[EDITORIALS]Mr. Lee seeks to impress

Home > Opinion > Editorials

print dictionary print

[EDITORIALS]Mr. Lee seeks to impress

Presidential candidate Lee Hoi-chang's reform proposal is really something we have never seen before. His promises to exclude Grand National Party Assembly members from the executive branch and to revise the constitution even if it reduces his term in office alone attract attention. To voters fed up with the Kim Dae-jung administration's corruption, Mr. Lee promises to resign from office if family members are implicated in influence-peddling, to place the assets of government appointees under trustee management and to give his own wealth to the state treasury. Clearly, Mr. Lee wants us to see him as an agent of political change.

The proposals reflect the tension of the neck-and-neck presidential competition. Roh Moo-hyun of the Millennium Demo-cratic Party, Mr. Lee's major rival , is drawing support with his motto to "clean out old-fashioned government." But negative campaigning, such as wiretapping disclosures and diatribes against President Kim, is not helping the GNP attract voters hungry for a new kind of government. The reform proposal is an attempt to turn things around.

To persuade voters, however, Mr. Lee needs to address some questions. His pledge to resign from presidential office if a family member peddles influence is eye-catching, but is it legal? Does the promise to put into blind trust the assets of senior government officials conflict with market principles, which Mr. Lee espouses? Voters will be more skeptical of his pledge to exclude GNP members from his administration. The memory lingers of President Kim's closest aides vowing not to take political office, then reneging.
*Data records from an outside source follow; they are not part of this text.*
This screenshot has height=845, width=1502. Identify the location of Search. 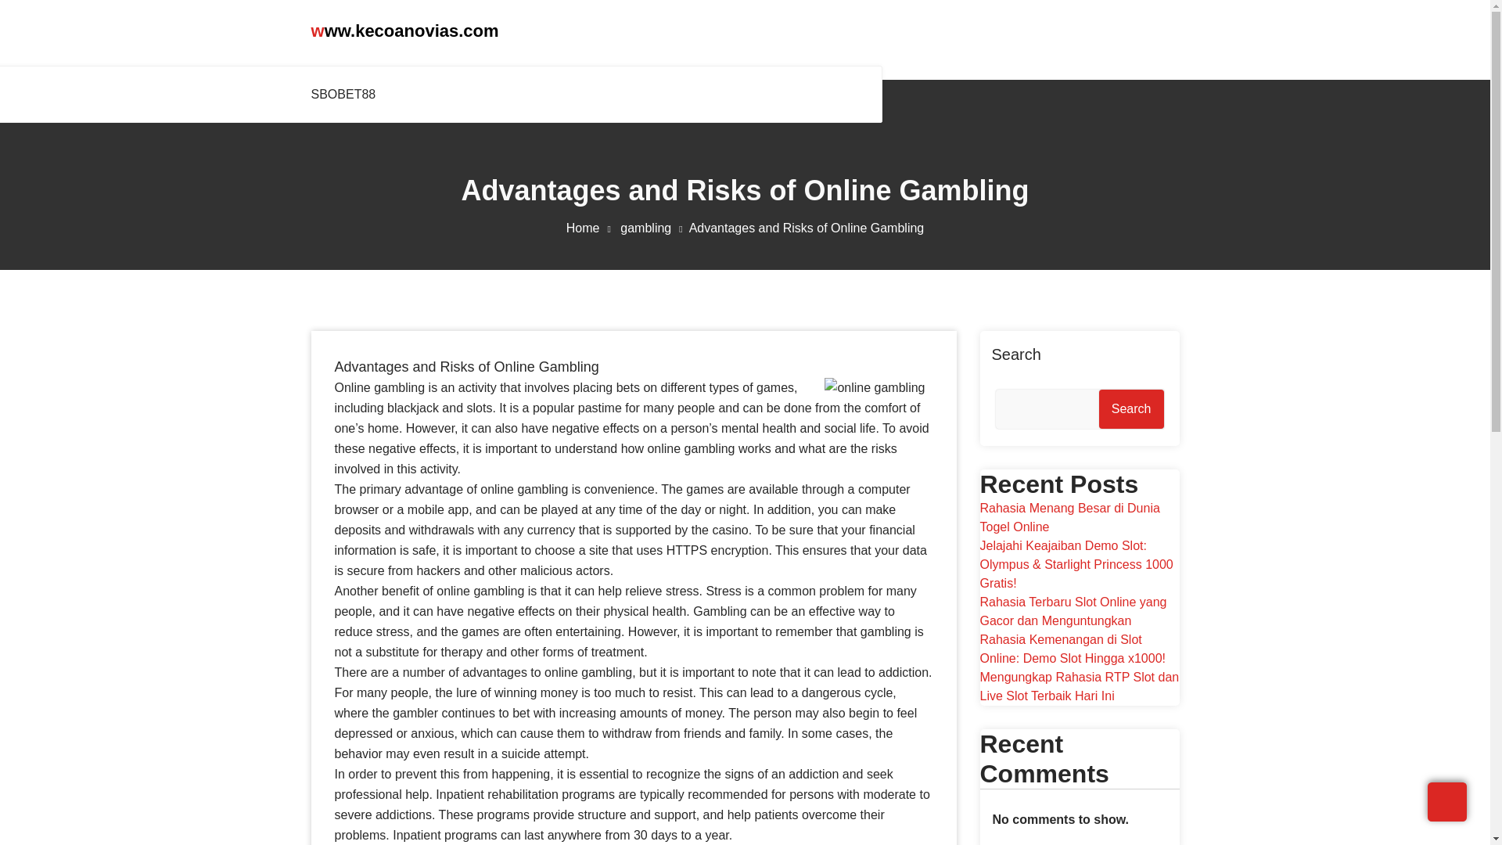
(1131, 408).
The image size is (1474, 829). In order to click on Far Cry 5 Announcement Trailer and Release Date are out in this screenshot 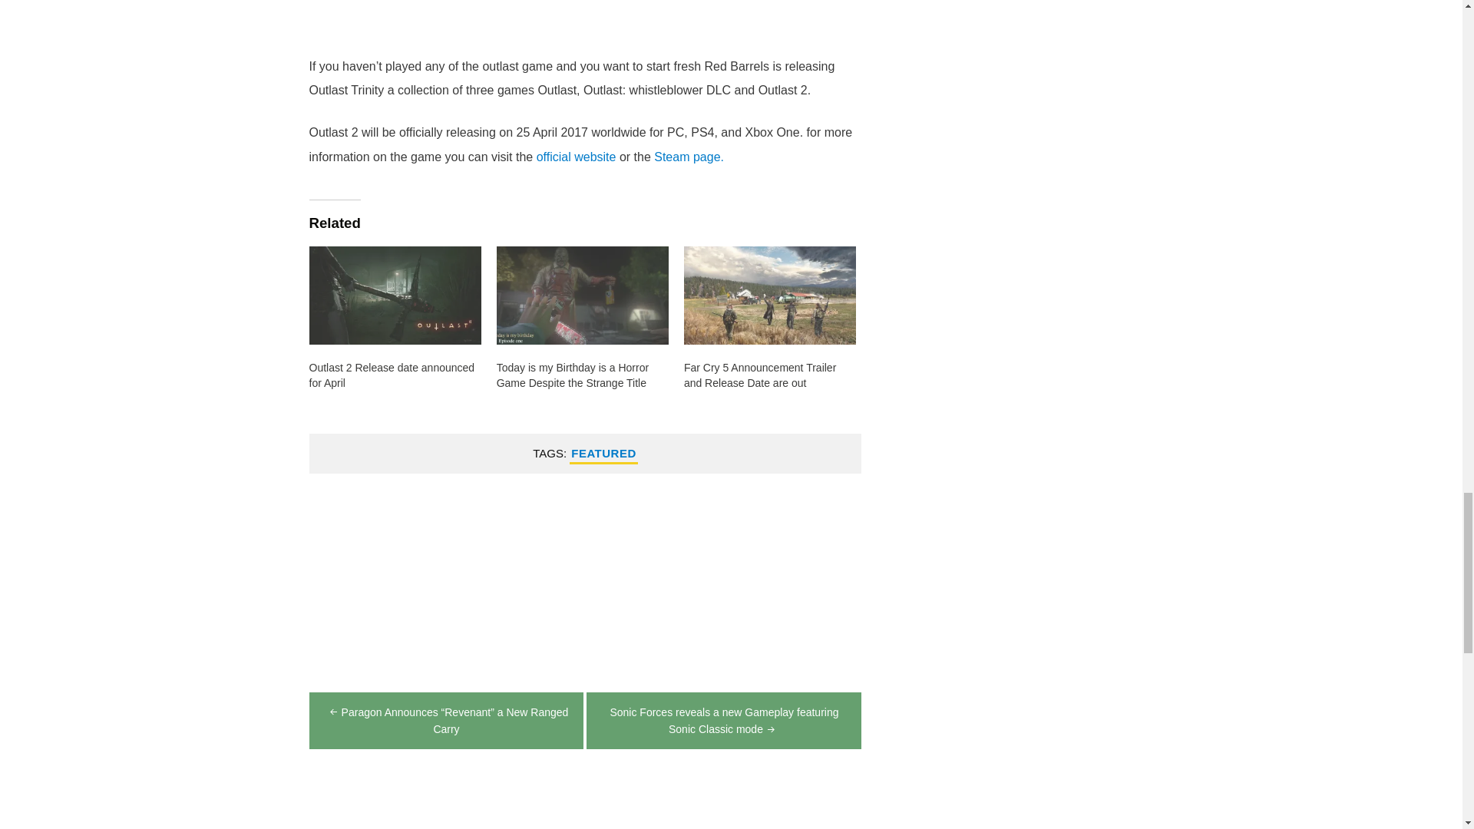, I will do `click(759, 375)`.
There can be no political reform without self-sacrifice, Mr. Lee says. But talk must be followed by action, or his unprecedented pledges will be seen as desperate measures to boost his popularity, as charged by the rival MDP. Mr. Lee's party should elaborate on these pledges, which offer it an opportunity to turn from negative to positive campaigning by putting forth a national vision and policy blueprint for Korea's next administration.
Log in to Twitter or Facebook account to connect
with the Korea JoongAng Daily
help-image Social comment?
s
lock icon

To write comments, please log in to one of the accounts.